On Monday and Tuesday, we looked at two different ways the forcible citizen disarmament lobby hopes to exploit the Ft. Hood atrocity: block efforts to defend veterans' gun rights, and ban the FN Herstal Five-seveN pistol. As it turns out, the nanny-statists have thought of a third angle.
ABC News now cries, "Alleged Fort Hood Shooter Bought Gun, Despite Ongoing Terrorism Investigation." Actually, the title notwithstanding, the main thrust of the article seems not so much to be that the gun purchase should have been blocked (à la H.R. 2401, H.R. 2159, and S. 1317--as discussed here), but that the FBI branch that processed the background check should have been permitted to share the fact of the purchase with the part of the Bureau responsible for the terrorism investigation.
An FBI background check under the National Instant Background Check System was done when Hasan purchased the pistol -- but that information was never shared with the Joint Terrorism Task Force in Washington, which was aware that Hasan had repeatedly contacted a radical imam suspected of having ties to al Qaeda.
Interestingly, the very next paragraph acknowledges that by the time of the purchase, the investigation had been discontinued.
The FBI's Joint Terrorism Task Force ran down intelligence leads relating to Hasan late last year but closed the inquiry sometime in early 2009.
In other words, by the time of the gun purchase, Hasan was essentially no longer a suspected terrorist, as far as the FBI was concerned.
Next, a former FBI Special Agent laments the fact that the terrorism investigators were not aware of the purchase:
"The piece of information about the gun could have been critical," said former FBI Special Agent Brad Garrett. "One of the problems is that the law sometimes restricts you in what you can do."
Well--yes, Brad--sometimes the law does indeed restrict you in what you can do. That's kinda what laws do, and laws that restrict the government in what it can do are an essential part of liberty.
We then hear from rabidly anti-gun Senator Frank Lautenberg (D-NJ), one of the lead sponsors of "terror gap loophole" legislation.
Earlier this year, Sen. Frank R. Lautenberg, D-N.J., introduced legislation which would prevent known or suspected terror suspects from purchasing firearms.
"If someone on any terrorist watch list tries to buy a weapon, law enforcement must be informed – period," Lautenberg said in a statement Wednesday when contacted by ABC News. "If some people are being blocked from flying on an airplane, then we should certainly know when they are buying an assault weapon."
The article goes on in that vein, but by now, it's pretty obvious what the bottom line is: to those lamenting that the purchase data was not shared with the terrorism investigators, a gun purchase is itself an indication of terrorist inclinations.
If the government has already conceived a suspicion of "terrorism," by virtue of such indicators as expressing opposition to more restrictive gun laws, opposition to abortion, displaying of the Gadsden flag, even following Norse mythology, then the purchase of a firearm would "seal the deal," and be seen as additional "evidence" of terrorist leanings. Remember, the FBI had already dropped the terrorism investigation into Hasan, so clearly, the idea here is that a gun purchase, by even a "suspect" who is considered pretty low on the threat list, is to be treated as a red flag.
Finally, this would be a pretty nifty way to implement an illegal federal database of gun purchases--just call everyone a "suspected terrorist," and then everyone's gun purchase data becomes open game for the feds.
The accompanying video, by the way, features not Senator Lautenberg, as the text article did, but equally anti-gun Senator Charles Schumer (D-NY), who makes the same noises about the need for sharing of gun purchase data. The "best" part, though, comes at the very end, when the "news"caster breathlessly tells us that one of the indications of "deadly intent" was the fact that Hasan had a laser sight attached to his pistol, "to increase accuracy." Because, of course, only terrorists want to shoot accurately.
In response to my Monday article, Anchorage Libertarian Examiner Kevin Wilmeth left a comment warning against being too eager to leap on the "terrorist" bandwagon, in denouncing Hasan's cowardly atrocity.
It would do us well to keep our eyes on the ball and not be swept up into one of those "I became what I beheld" moments. If Hasan was taking orders from someone, then by all means let's find out who, but otherwise it is dangerous to simply pile on with the "Islamic terrorism" charge--and not JUST because we risk ceding the moral high ground.
Remember, "cui bono?" There IS an entity that would be oh so happy to get us all whipped up about...well, about anything except themselves. A nice rift between the very parties that have started to recently unite in their opposition would certainly benefit Master very, very neatly.
Resist it. We have plenty of legitimate work to do!
I didn't quite understand him at the time, but this latest development illustrates his point quite well, I think (Kevin went into more detail here).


Aim of the exercise → Below are some records; quote exactly the lines from the one that contains "The image size is (951, 552)." through the one that contains "In order to click on h5: Variables", inclusive, and no others.

──────── Source records ────────

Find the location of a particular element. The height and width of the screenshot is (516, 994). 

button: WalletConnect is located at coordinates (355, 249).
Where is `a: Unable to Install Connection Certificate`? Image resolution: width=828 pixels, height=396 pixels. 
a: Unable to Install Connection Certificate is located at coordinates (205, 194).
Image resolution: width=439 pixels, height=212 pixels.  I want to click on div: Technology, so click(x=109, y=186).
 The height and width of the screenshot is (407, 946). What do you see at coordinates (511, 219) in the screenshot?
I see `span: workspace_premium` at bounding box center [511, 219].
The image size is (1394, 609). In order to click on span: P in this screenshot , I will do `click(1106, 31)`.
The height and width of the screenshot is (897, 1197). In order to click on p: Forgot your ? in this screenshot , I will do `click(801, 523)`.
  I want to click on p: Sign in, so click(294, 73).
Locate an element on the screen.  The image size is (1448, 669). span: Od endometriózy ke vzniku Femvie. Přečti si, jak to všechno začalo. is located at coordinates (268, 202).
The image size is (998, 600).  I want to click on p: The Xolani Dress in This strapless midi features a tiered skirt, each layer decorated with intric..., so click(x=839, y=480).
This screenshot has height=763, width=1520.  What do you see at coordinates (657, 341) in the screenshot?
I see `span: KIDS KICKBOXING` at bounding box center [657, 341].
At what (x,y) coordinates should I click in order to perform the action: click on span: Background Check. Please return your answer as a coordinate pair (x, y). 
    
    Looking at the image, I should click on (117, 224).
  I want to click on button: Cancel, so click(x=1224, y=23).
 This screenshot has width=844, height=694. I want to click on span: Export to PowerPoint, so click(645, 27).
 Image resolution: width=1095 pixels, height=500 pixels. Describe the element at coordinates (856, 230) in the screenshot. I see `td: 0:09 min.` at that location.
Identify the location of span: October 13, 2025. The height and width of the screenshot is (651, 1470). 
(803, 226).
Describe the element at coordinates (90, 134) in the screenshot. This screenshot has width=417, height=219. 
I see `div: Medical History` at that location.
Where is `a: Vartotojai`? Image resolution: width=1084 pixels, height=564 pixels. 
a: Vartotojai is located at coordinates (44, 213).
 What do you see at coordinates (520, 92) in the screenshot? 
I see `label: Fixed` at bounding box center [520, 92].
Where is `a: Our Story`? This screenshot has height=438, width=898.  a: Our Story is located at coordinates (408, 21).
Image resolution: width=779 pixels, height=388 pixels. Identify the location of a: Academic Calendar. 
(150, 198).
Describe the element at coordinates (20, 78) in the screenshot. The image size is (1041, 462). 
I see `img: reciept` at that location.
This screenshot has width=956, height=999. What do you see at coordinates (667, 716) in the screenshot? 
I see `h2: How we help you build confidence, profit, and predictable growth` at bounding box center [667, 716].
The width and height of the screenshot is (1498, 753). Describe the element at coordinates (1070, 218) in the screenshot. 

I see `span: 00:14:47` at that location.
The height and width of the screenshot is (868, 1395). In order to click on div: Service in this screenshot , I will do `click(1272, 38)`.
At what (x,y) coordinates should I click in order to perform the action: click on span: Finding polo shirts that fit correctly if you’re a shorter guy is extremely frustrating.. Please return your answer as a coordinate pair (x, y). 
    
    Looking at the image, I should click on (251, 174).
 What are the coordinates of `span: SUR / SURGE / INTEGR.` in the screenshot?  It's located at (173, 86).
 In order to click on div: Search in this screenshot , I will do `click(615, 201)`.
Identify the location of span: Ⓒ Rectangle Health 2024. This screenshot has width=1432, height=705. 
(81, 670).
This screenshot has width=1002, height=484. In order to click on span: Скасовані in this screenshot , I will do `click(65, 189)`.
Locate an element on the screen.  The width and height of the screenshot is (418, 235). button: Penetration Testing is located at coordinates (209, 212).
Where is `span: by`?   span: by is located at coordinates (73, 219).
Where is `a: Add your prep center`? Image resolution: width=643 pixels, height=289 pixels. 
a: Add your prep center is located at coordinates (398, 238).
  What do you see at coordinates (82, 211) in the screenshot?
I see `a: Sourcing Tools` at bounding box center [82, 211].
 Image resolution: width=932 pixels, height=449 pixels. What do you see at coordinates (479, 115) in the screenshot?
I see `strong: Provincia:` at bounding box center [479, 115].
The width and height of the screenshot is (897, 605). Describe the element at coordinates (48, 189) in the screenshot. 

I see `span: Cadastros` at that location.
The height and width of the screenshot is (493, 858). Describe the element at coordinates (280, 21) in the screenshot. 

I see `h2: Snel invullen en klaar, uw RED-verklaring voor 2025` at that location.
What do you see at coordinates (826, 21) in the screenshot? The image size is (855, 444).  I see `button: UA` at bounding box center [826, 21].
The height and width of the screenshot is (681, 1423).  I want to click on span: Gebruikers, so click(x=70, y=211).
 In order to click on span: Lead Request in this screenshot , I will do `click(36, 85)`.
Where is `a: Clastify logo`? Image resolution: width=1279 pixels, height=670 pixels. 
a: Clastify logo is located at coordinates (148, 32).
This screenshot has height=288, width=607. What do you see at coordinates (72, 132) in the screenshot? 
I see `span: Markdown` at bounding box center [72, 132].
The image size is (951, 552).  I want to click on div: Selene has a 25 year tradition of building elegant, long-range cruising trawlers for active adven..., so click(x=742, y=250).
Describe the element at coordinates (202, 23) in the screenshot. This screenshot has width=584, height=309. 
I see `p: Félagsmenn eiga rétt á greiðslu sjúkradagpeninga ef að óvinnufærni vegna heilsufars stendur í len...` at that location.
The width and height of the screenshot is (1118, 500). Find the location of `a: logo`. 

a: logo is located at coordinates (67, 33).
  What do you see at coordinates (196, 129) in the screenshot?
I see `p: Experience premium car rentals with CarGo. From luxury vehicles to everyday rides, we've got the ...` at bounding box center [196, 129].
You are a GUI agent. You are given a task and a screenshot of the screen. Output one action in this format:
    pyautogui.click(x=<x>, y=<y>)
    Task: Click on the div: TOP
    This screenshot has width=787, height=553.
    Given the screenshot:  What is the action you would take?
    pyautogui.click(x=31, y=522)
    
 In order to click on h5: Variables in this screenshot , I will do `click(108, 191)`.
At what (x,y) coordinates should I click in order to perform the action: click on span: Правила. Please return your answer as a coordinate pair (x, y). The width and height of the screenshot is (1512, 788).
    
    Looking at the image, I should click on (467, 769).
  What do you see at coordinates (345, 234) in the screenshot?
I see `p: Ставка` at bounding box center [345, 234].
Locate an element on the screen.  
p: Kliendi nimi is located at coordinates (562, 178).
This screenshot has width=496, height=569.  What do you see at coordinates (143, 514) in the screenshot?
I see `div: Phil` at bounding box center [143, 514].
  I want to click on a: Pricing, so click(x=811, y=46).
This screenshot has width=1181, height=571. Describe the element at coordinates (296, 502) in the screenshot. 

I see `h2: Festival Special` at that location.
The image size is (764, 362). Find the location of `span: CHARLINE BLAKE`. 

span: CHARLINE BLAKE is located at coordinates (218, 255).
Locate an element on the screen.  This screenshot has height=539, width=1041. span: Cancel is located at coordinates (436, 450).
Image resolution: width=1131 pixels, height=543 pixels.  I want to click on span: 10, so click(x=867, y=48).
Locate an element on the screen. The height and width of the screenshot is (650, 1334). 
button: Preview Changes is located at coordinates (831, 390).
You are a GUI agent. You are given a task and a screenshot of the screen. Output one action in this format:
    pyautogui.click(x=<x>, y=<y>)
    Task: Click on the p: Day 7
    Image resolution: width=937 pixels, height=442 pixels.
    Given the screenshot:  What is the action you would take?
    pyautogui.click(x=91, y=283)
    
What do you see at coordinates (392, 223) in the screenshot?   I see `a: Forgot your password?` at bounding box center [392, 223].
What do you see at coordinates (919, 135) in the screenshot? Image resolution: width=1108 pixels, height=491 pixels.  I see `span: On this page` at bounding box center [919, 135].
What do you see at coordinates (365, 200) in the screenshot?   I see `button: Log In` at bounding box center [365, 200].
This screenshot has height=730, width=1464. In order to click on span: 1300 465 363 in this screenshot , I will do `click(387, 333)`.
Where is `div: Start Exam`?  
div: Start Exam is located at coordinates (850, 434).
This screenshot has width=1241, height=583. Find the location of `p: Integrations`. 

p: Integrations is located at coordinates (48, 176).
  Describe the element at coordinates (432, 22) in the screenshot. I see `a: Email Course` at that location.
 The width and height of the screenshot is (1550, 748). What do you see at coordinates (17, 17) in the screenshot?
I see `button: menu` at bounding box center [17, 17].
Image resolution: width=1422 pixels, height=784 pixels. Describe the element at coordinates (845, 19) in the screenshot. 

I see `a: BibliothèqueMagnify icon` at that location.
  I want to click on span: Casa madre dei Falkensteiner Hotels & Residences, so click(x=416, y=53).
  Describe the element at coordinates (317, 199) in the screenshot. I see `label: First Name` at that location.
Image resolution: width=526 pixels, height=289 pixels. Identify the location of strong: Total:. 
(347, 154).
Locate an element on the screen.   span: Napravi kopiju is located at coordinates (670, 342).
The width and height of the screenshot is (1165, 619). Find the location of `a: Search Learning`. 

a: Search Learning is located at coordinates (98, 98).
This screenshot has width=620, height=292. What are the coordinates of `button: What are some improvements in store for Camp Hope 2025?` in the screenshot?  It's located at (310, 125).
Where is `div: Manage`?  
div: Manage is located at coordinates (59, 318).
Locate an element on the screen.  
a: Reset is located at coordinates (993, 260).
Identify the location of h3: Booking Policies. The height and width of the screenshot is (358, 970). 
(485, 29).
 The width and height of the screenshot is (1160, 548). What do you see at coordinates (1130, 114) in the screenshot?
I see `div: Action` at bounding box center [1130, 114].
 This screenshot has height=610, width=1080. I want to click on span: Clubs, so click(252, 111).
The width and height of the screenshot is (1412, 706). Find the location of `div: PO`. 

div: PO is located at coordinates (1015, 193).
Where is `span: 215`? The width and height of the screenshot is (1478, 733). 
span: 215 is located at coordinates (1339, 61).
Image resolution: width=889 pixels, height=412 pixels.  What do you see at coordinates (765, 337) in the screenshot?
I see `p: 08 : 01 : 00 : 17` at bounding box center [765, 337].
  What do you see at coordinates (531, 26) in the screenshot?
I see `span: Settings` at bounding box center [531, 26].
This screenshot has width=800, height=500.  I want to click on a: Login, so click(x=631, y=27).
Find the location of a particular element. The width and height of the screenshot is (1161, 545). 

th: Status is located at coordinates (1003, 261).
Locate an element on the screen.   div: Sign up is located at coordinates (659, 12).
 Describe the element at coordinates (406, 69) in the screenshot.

────────

Response →
The image size is (951, 552).  I want to click on div: Selene has a 25 year tradition of building elegant, long-range cruising trawlers for active adven..., so click(x=742, y=250).
Describe the element at coordinates (202, 23) in the screenshot. This screenshot has width=584, height=309. 
I see `p: Félagsmenn eiga rétt á greiðslu sjúkradagpeninga ef að óvinnufærni vegna heilsufars stendur í len...` at that location.
The width and height of the screenshot is (1118, 500). Find the location of `a: logo`. 

a: logo is located at coordinates (67, 33).
  What do you see at coordinates (196, 129) in the screenshot?
I see `p: Experience premium car rentals with CarGo. From luxury vehicles to everyday rides, we've got the ...` at bounding box center [196, 129].
You are a GUI agent. You are given a task and a screenshot of the screen. Output one action in this format:
    pyautogui.click(x=<x>, y=<y>)
    Task: Click on the div: TOP
    This screenshot has width=787, height=553.
    Given the screenshot:  What is the action you would take?
    pyautogui.click(x=31, y=522)
    
 In order to click on h5: Variables in this screenshot , I will do `click(108, 191)`.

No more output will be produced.